Chuck Greenberg (left) and Nolan Ryan used EMC when they bought the Rangers.
Photo by: NEWSCOM
EMC was born when Rick Hess, who worked for CAA as a film finance agent, and Robert Stanley, the former head of Merrill Lynch’s sports and entertainment structured finance group — who had worked together for years, mostly on large film transactions — saw that there was an opportunity to create an investment bank to serve sports and entertainment clients.

“We saw an opening in the market for a boutique investment bank that specialized in sports and media and entertainment,” Stanley said. “There was a real need for it. There were not a lot of players and there were a lot of good transactions.”

Stanley and Hess today are co-founders and co-managing partners of EMC.

EMC operates as a separate entity from CAA, and no one from EMC or CAA would comment on the size of the agency’s equity stake in the company. EMC is run out of CAA’s offices in New York and Los Angeles and is there to provide investment banking services to both CAA’s sports and entertainment clients as well as to provide services to its own clients.

Among its competitors are investment banking firms Allen & Co., Goldman Sachs and Game Plan LLC.

CAA Sports co-head Howard Nuchow said the company saw early on the advantage of such a division. “It became obvious to CAA that clients from across the agency could benefit from having the resources of an investment bank,” he said. “Because we are not investment bankers … CAA went out and thought strategically: It’s a good fit if we created one with the existing investment bankers.”


While Hess declined to identify what he said were EMC’s “dozens and dozens” of clients, he said those in the sports world were evenly split between teams, leagues and sports team owners — either current or prospective owners.

EMC has grown from having five executives when it launched in June 2008 to now having 20. One of its senior advisers is former MLB President Bob DuPuy, now a partner at Foley & Lardner, who joined in February 2011.

“We use a phrase, ‘banking plus,’” said Alan Gold, who heads up EMC’s media advisory in sports. “The normal banking engagement is in terms of the M&A, but we were able to bring the ‘plus,’ which is not only the media advisory and negotiation, but also advisory in terms of the property sales and other stuff — which is in conjunction with [CAA Sports].”
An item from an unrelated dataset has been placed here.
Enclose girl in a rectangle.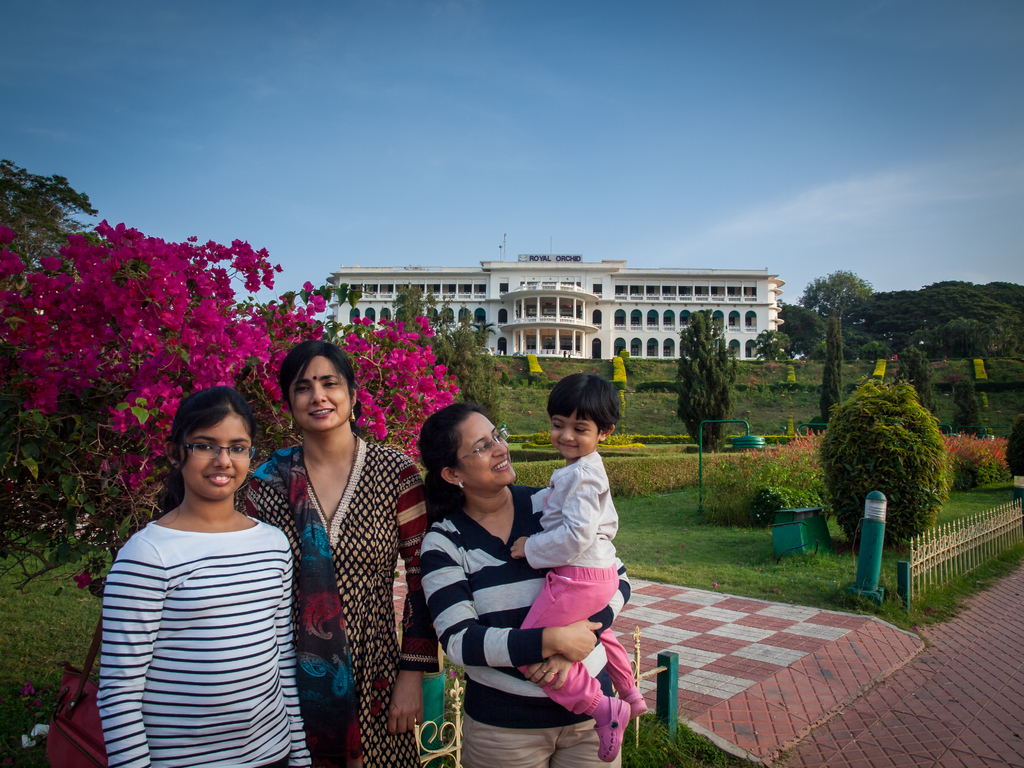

One of EMC’s first sports clients that became known was the investment group led by Greenberg and Ryan. EMC subsequently negotiated a new TV deal for the Rangers, a regional sports network agreement valued at a reported $1.6 billion over 20 years, the largest such deal in MLB history when it was completed in 2010.

“It proved the thesis that by aggregating all the relationships and knowledge that is shared by all of the partners — between EMC, CAA and the executives of all the companies — by pooling all that intellectual capital, we would be able to deliver for all of our clients,” Hess said. “Our understanding of the media marketplace coupled with the fact we were able to help them raise the capital is something investment advisers didn’t do.”
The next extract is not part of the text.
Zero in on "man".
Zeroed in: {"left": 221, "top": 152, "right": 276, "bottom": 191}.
Targeting prospective sports team owners will likely continue to be a robust business for the group.

“I think there continues to be a very big appetite for high-net-worth individuals to buy sports teams because, ultimately, there is a limited number of teams,” Gold said. “And the teams don’t trade that often, so when they do become available, there is usually a good-sized list of people who want to buy sports teams across all the different sports leagues.”
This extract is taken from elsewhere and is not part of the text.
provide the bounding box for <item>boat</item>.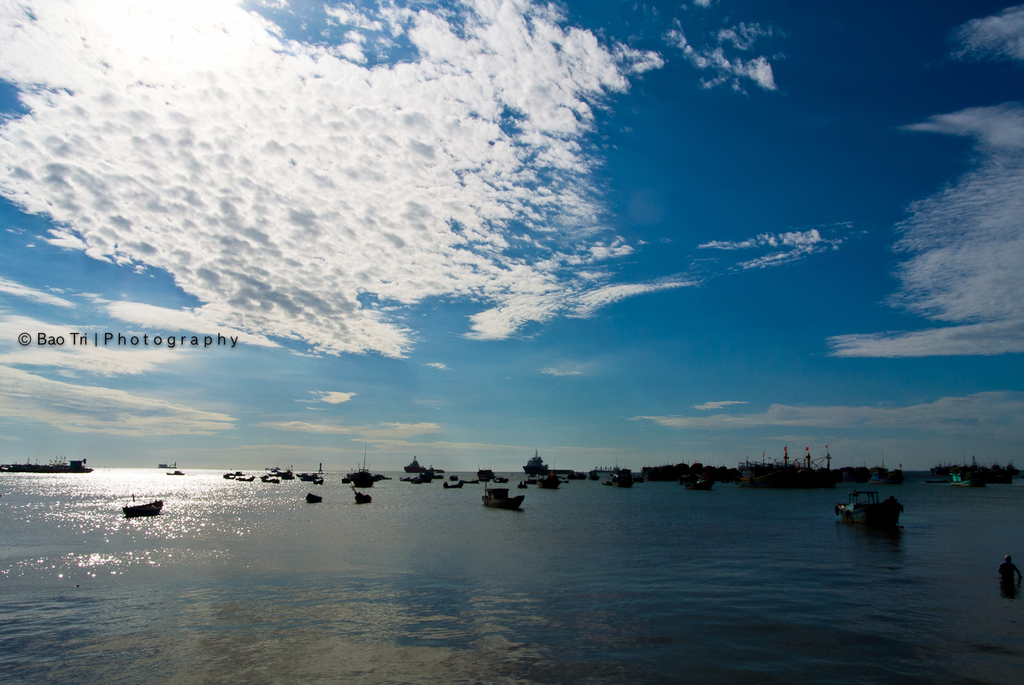
[123, 499, 165, 516].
As for the future, the company is expanding its horizons internationally. Stanley said EMC recently did a joint venture with a Latin American media company. Gold noted an active engagement with deals in South America and Europe, as well.

Additionally, Gold said, EMC is advising at least one other college conference, but in typical EMC fashion, details were limited. When pressed about how many other college conferences EMC is advising, Gold’s response: “More than zero.”

“Our business continues to grow in all areas,” he said. “We are expanding, not only in terms of staffing, but in terms of areas of doing business.”